Over on the sprawling island of Teshima, meanwhile, one finds the impressive Storm House by Canadian husband and wife team Janet Cardiff and George Bures Miller. Created in 2010 for the first Triennale, it is an immersive 10-minute, sensory adventure within a traditional Japanese house, which invites the viewer to experience the threat — and beauty — of monsoon-like rain, flashes of sheet lightning and crashing thunder sounds. Like so many works created for earlier iterations of the festival, it has lived on to delight this year’s visitors.

In some ways, despite having inspired the Triennale with the permanent Benesse Art Site museums bequeathed by a billionaire benefactor, the island of Naoshima seems at one remove from the festival and its more ephemeral offerings. However, Water — created this year by architect Hiroshi Sambuichi, who is passionate about both Naoshima and the relationship between buildings and nature — is a participation event open to all.

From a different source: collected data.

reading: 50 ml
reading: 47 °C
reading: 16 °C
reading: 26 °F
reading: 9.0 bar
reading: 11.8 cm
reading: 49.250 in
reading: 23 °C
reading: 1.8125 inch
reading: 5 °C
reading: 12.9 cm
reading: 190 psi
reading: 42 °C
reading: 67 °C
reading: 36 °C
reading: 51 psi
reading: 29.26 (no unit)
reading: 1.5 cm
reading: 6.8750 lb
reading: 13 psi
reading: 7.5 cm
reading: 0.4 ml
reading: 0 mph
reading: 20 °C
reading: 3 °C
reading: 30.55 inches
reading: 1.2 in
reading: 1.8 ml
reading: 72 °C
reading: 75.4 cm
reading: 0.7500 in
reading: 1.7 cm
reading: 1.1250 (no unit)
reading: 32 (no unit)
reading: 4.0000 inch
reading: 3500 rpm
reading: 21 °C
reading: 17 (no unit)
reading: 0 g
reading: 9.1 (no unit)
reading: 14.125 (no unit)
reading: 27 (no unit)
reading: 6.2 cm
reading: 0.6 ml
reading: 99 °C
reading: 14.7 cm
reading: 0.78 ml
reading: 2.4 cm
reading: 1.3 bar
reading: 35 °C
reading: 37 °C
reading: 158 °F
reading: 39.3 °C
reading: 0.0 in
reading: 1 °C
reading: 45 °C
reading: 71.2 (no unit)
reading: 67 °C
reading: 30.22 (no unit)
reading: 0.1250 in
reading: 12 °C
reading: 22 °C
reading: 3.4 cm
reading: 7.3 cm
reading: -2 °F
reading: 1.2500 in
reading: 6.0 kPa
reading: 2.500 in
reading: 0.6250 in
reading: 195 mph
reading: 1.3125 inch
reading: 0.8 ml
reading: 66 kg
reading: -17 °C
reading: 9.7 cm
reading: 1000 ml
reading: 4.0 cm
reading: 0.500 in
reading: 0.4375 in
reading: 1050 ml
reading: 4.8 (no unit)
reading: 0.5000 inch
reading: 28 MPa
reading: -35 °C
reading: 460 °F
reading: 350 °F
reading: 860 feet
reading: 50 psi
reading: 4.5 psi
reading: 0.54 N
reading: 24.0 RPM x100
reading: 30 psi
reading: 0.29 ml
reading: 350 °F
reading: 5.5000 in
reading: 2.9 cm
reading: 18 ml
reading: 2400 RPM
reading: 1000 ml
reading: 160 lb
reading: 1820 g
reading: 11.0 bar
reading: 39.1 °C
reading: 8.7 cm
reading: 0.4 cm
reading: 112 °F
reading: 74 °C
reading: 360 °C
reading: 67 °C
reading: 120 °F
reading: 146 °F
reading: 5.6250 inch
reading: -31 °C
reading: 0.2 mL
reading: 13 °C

Sambuichi has created, in the front yard of a traditional village house, a beautiful social space in which visitors can sit, chat and look out over the main street of Honmura port while dangling their feet in a shallow pool — a response to the lost wells which were the gathering places of old. Yet what Naoshima has gained in place of the ancient wells is priceless: world-class modern art housed in striking Tadao Ando buildings and the proof that cultural tourism can be a lifeline even for the most remote and depopulated places. To paraphrase Mr Michelin, not only worth a detour but a special trip to experience the joy of once-unimaginable regeneration as well as thrilling visuals.